Do we have the ability to prevent or limit the use of other shard web locations in Azure OpenAI ( https://learn.microsoft.com/en-us/azure/cognitive-services/openai/how-to/fine-tuning?pivots=programming-language-studio#to-import-training-data-from-an-azure-blob-store ) when training?
For example, if I only want to use training data from my company's internal blobs and make sure no external ones can be used.
Related
I want to build a image sharing platform for customers to use. This platform will take an image provided by a user, create copies of it at multiple resolutions, and store them ready to be shared or downloaded. How to achieve this using azure in a cost effective ways
Im thinking to use Azure functions(for the api calls) storage blobs , event grid and cosmos db for the same.
To keep the costs low keep it simple:
Store data in Blob storage. Price varies based on redundancy, speed of access and location
Azure functions for processing images, consumption plan gives 1M free requests per month
Azure app service to host web site for uploading images, there is a free tier
I've been working on developing an API to serve a machine learning model using Azure Machine Learning (AML) webservice deployments on a Kubernetes target as outlined here: https://learn.microsoft.com/en-us/azure/machine-learning/service/how-to-deploy-and-where#prepare-to-deploy
My particular use case requires more than simple scoring of data through the model. The API needs to have multiple endpoints to perform different actions related to the model. For example, an endpoint to upload data, an endpoint to delete data, an endpoint to list existing data, an endpoint to score previously uploaded data, an endpoint to change preprocessing parameters, etc...

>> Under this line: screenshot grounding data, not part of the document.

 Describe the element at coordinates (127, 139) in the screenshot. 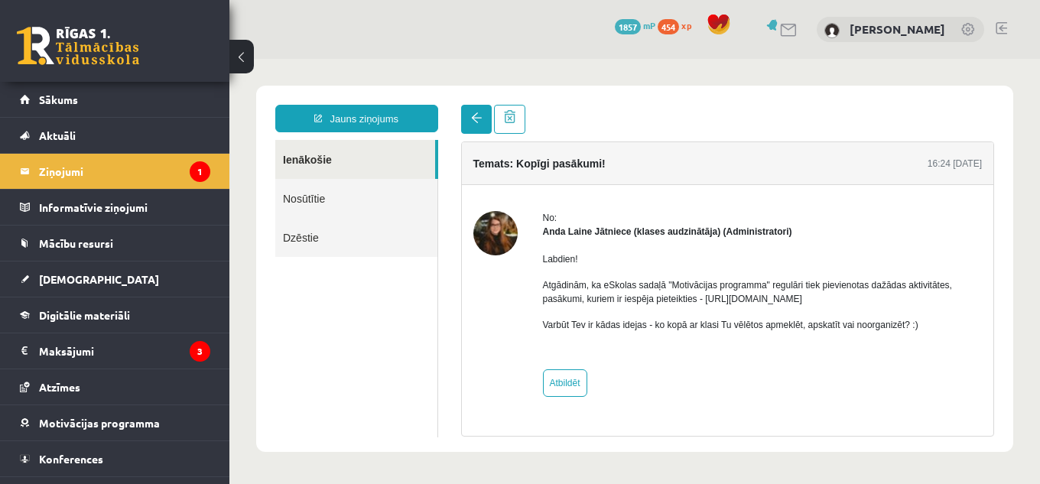

I see `a: Nosūtītie` at that location.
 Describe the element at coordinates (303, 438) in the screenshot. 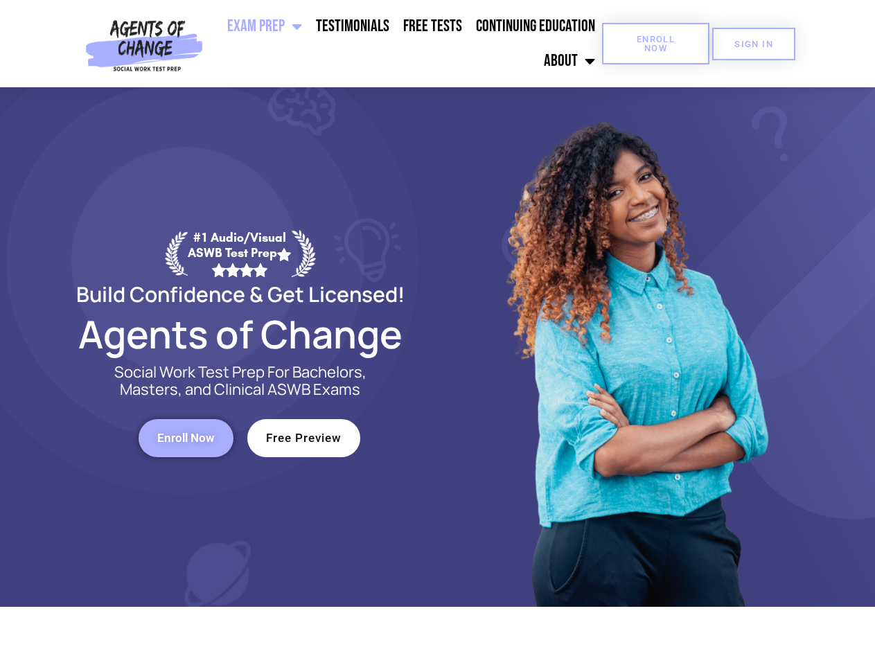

I can build all of this logic, but I am struggling with the fact that AML web services only provides one endpoint (The service URI ending in "/score"). Is there a way to add more endpoints to an AML service? For example, I would like to have a way for users to be able to POST, GET, DELETE, PUT "/data", GET "/predictions", and POST, GET, DELETE, PUT "/parameters", etc..
Is there a way to do this in AML or is this not the right tool for what I am trying to accomplish? Is there a better solution within Azure that is more suited for my needs?
Thank you!
Azure ML allows controlled rollout/traffic splitting, but doesn't directly support your API design.
I might need to know more about your use case to make a recommendation. Are you looking at implementing incremental learning? What is the motivation for separate endpoints?
-Andon
Your proposal seems like a stateful web server which is more than a REST API service. For example, you need to keep a piece of logic to maintain "ids" of data: if there are two POST /data calls with different data, and the DELETE /data need to operate on the proper one. This is much more than a single performance optimized machine learning service.
I would recommend you creating a separate server with all these logic pieces and only reach Azure Machine Learning service whenever you need it. You could also build a cache in your service to only call Azure ML service when a new data coming in or the local cache expired. It will save you additional money from Azure :-)
We have created an experiment in Azure ML Studio to predict some scheduling activities based on the system data and user data. System data consists of the CPU time, Heap Usage and other system parameters while user data has active sessions of the user and some user-specific data.
Our experiment is working fine and returning the results quite similar to what we are expecting, but we are struggling with the following:-
1) Our experiment is not considering the updated data for training its models.
2) Every time we are required to upload the data and retrain the models manually.
I wonder if it is really possible to feed in live data to the azure experiments using some web-services or by using Azure DB. We are trying to update the data in CSV file that we have created in Azure storage. That probably would solve our 1st query.
Now, this updated data should be considered to train the model periodically automatically.
It would be great if someone could help us out with it?
Note: We are using our model using the web services created with the help of Azure studio.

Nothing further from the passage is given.